Courtisane festival 2017
- Ghent
One of the recent film works that has touched us the most might also be one of the least conventional. Not only is this film completely devoid of a scripted narrative or overtly presented rhetorical argument, it also shows no bodies or faces that could arouse empathy or identification. The only ‘action’ we get to see is performed by sunlight and breezes of wind. This was, in fact, not meant to be a film at all, but was initiated as part of a series of formal studies dealing with light and monochrome, using a camera with a lens covered with a sheet of white paper. When the artist took this camera onto the streets of Tunis, passers-by stopped him to inquire about this strange device. On the film’s soundtrack, we hear a man asking, “What is the point of this; what message are you trying to convey?”, to which the artist responds that he has chosen to put his confidence in the wind. We hear a self-proclaimed cinephile admitting that the meaning of this experiment surpasses him, while at the same time avowing his trust in the capacity of images to “provoke discussion”. Surprisingly, for all the opacity and uncertainty it evokes, the paper covering the camera’s eye seems to invite an upsurge of curiosity and exchange. This explains the title of the film. The screen becomes the Foyer, as artist Ismaïl Bahri suggests, where varying projections meet, but also a place of divergence amongst this community of onlookers.
Is this not also a potential definition of cinema itself? Can we think of cinema as a gathering place that gives rise to the sharing of diverse experiences? After all, doesn’t the game of appearances that unfolds before us — wavering hesitantly between the expectation of a message to decipher and a trust in “the wind blowing where it will” — open up a multiplicity of different relations, interpretations and translations? We consider this question one of the main challenges of this year’s 16th edition of the Courtisane festival. And yet, the ambition to create an accommodating foyer finds itself counterbalanced by a second challenge that is equally dear to us, one that we find encapsulated in the title of another great film that is part of the festival program: that of non-reconciliation. Can the vast world of appearances which comprises cinema remind us that the current order of things, thriving on sentiments of fear and disorientation, is no more necessary or inevitable today than it was yesterday? Can its fictions and frictions participate in the search for new worlds of possibility?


• Work instructions
Answer with a number only: how many lines of the entries below contain the word "Filters"?

• Material for this exercise
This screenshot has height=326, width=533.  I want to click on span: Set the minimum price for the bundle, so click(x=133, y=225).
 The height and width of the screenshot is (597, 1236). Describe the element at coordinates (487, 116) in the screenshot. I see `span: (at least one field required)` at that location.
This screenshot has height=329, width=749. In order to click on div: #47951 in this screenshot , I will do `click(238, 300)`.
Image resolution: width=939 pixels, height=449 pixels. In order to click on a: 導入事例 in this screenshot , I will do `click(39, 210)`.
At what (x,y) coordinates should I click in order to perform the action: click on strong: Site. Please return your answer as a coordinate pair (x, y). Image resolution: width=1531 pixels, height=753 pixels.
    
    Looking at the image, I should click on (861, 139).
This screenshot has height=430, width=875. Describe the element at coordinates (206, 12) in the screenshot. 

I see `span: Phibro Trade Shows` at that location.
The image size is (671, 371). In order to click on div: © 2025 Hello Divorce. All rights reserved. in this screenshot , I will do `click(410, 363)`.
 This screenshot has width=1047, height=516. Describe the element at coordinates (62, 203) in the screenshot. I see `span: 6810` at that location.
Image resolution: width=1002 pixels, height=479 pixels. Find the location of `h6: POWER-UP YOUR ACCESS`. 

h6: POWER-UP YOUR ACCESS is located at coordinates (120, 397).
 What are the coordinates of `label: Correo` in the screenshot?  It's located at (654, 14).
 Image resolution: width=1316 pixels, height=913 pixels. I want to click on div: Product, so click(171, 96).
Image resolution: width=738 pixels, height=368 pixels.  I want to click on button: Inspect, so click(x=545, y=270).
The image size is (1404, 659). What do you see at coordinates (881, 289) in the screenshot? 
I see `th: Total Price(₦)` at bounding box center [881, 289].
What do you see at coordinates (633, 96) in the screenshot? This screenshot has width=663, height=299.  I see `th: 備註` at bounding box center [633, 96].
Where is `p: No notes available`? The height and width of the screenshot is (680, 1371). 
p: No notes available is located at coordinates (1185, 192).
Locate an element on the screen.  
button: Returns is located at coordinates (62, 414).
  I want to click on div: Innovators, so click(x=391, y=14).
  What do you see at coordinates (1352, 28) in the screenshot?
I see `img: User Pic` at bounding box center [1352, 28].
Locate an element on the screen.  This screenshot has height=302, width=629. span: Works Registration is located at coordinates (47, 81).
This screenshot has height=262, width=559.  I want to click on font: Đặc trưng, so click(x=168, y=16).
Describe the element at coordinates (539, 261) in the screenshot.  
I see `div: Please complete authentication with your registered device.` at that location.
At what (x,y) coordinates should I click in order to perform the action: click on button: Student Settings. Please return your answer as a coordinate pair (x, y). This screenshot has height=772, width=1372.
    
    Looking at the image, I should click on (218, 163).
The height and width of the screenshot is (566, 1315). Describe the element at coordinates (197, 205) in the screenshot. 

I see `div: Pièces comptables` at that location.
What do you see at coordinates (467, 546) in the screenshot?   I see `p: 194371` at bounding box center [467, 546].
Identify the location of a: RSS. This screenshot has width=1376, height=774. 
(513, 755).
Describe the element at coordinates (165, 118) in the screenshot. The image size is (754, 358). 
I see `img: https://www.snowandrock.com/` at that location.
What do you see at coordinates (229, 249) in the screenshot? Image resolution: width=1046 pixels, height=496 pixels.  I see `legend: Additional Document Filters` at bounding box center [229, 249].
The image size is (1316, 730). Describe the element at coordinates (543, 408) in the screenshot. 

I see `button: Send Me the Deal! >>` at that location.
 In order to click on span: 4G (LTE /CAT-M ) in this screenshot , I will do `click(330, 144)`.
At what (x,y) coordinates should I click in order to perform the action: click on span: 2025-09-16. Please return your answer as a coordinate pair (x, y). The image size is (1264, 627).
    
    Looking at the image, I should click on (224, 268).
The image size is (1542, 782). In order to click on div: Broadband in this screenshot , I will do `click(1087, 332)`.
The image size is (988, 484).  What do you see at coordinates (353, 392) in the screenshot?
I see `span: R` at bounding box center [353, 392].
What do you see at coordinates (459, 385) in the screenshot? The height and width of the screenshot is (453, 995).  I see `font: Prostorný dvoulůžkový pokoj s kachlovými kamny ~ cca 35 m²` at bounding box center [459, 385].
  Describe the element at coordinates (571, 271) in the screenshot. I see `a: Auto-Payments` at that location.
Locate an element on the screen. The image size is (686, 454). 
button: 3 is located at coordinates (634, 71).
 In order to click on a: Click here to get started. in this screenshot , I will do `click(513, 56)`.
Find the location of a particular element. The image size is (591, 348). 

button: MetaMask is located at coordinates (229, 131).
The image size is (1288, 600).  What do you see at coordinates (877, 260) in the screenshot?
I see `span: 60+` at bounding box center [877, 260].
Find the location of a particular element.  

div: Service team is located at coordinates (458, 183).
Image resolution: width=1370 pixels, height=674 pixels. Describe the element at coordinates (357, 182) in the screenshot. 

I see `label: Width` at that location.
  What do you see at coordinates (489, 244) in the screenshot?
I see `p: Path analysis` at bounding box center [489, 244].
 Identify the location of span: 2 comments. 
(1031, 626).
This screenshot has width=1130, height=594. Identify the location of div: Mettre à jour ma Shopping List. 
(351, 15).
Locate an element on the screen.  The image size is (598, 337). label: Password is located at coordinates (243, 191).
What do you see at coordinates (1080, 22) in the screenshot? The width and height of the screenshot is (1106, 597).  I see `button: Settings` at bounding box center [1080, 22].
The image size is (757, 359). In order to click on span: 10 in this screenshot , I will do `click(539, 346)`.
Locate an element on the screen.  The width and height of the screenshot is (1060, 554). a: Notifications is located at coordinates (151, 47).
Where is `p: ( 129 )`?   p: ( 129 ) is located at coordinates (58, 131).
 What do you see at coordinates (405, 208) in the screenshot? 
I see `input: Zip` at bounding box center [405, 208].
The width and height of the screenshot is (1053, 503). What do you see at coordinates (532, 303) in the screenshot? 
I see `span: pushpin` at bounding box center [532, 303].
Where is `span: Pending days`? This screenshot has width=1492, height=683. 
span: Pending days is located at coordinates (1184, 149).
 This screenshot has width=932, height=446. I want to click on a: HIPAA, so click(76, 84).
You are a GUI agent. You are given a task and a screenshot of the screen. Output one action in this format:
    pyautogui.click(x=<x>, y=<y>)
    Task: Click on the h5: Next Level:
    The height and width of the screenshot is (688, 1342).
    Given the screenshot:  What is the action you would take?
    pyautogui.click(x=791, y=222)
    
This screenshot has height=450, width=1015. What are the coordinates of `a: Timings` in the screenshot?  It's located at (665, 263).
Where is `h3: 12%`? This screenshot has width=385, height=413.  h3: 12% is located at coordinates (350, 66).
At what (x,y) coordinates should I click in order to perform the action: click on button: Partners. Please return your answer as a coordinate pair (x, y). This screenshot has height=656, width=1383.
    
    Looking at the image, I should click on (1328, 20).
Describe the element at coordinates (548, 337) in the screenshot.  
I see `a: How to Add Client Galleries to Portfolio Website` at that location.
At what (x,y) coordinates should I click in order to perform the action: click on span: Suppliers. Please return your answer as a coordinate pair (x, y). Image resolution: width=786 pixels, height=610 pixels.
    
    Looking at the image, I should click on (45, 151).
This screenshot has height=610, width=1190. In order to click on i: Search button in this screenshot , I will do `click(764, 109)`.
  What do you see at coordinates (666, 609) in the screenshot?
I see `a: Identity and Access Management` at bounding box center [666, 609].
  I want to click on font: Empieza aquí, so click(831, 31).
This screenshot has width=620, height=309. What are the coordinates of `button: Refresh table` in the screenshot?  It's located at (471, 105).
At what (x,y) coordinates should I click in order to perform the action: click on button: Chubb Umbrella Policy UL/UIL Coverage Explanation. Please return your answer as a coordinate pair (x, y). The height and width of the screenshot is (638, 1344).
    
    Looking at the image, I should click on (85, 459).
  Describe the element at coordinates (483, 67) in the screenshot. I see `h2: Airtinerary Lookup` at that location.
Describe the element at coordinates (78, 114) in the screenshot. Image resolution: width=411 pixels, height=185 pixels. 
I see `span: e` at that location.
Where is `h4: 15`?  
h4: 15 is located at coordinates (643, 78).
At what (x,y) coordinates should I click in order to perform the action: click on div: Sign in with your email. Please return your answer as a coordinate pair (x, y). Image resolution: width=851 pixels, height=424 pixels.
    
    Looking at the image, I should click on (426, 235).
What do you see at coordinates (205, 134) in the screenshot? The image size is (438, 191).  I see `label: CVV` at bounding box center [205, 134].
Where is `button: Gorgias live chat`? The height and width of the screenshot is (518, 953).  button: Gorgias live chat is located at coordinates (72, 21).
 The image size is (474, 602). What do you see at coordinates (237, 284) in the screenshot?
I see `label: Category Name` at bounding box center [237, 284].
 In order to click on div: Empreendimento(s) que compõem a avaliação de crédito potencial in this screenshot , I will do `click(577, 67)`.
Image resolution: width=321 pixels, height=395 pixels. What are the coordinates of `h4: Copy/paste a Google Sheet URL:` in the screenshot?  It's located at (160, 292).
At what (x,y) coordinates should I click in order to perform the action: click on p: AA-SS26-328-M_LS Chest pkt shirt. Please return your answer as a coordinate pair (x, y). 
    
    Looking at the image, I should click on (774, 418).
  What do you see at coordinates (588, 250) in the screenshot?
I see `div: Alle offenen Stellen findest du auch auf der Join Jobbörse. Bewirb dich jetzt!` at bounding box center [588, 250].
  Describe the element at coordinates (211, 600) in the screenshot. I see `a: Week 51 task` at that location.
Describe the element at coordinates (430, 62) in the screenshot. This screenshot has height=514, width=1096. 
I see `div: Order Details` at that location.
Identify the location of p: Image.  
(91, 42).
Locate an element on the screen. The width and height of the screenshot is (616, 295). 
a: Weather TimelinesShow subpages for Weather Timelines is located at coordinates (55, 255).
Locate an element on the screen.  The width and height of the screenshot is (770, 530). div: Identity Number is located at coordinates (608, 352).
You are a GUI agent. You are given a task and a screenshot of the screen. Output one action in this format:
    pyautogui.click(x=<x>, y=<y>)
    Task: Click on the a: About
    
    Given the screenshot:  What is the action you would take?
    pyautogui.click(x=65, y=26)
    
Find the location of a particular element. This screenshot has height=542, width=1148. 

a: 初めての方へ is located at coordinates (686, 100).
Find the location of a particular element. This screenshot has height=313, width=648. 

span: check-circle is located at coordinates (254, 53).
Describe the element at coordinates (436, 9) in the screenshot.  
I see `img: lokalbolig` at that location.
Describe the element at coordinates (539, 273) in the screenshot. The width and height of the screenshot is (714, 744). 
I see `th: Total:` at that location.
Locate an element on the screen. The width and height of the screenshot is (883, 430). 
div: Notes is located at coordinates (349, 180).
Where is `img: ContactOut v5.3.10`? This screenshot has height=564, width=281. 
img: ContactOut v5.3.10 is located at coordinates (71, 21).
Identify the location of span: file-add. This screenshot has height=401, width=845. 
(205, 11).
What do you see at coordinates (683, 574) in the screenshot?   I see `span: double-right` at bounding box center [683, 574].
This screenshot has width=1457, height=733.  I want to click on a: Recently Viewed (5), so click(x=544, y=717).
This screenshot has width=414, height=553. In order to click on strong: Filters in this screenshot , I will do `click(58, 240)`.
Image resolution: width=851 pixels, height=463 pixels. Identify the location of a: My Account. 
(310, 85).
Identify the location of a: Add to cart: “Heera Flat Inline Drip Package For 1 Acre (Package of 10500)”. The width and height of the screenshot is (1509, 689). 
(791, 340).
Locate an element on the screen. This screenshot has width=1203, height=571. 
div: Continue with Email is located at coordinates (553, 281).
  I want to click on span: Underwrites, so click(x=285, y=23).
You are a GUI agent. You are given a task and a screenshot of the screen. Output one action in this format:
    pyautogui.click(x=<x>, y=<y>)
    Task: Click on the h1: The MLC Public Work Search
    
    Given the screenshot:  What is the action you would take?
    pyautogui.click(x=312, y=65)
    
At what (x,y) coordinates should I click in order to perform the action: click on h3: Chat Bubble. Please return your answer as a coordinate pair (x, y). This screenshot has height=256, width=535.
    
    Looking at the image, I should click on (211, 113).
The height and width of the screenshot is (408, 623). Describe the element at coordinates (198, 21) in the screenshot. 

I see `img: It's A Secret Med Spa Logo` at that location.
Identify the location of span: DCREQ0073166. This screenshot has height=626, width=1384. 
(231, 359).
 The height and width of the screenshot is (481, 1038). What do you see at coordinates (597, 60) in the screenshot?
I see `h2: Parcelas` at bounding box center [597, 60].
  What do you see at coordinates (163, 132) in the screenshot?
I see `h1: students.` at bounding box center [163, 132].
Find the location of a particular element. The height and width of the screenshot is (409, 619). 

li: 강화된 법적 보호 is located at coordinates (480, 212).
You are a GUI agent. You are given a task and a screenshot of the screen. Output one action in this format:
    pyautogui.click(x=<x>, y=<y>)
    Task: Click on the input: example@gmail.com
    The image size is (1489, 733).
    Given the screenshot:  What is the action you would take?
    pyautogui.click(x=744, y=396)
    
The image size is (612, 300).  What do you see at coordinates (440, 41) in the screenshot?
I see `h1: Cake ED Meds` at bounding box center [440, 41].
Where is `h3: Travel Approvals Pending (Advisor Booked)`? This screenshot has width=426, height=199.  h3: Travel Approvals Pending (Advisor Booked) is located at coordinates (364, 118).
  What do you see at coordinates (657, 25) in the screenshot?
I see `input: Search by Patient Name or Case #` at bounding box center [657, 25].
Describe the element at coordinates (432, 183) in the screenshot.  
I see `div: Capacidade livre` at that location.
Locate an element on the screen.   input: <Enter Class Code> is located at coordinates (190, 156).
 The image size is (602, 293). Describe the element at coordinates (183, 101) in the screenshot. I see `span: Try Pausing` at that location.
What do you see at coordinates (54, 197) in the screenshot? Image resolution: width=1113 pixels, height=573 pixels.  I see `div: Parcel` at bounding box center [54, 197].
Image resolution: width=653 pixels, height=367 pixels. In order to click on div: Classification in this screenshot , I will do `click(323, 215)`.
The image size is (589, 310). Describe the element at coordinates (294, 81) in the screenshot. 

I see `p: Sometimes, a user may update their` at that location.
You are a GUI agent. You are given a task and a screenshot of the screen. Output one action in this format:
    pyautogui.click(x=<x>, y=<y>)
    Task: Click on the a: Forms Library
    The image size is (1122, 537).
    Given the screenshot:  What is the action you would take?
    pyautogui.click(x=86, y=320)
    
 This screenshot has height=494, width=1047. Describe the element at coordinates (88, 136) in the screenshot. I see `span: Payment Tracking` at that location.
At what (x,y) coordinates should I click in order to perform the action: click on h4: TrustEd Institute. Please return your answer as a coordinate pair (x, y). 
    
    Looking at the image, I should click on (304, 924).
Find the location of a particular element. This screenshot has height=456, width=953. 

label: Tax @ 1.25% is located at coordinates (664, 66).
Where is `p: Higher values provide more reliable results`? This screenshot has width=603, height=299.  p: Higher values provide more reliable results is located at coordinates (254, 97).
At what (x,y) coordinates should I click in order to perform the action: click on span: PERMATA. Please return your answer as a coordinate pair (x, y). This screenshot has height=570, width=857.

• Solved exercise
2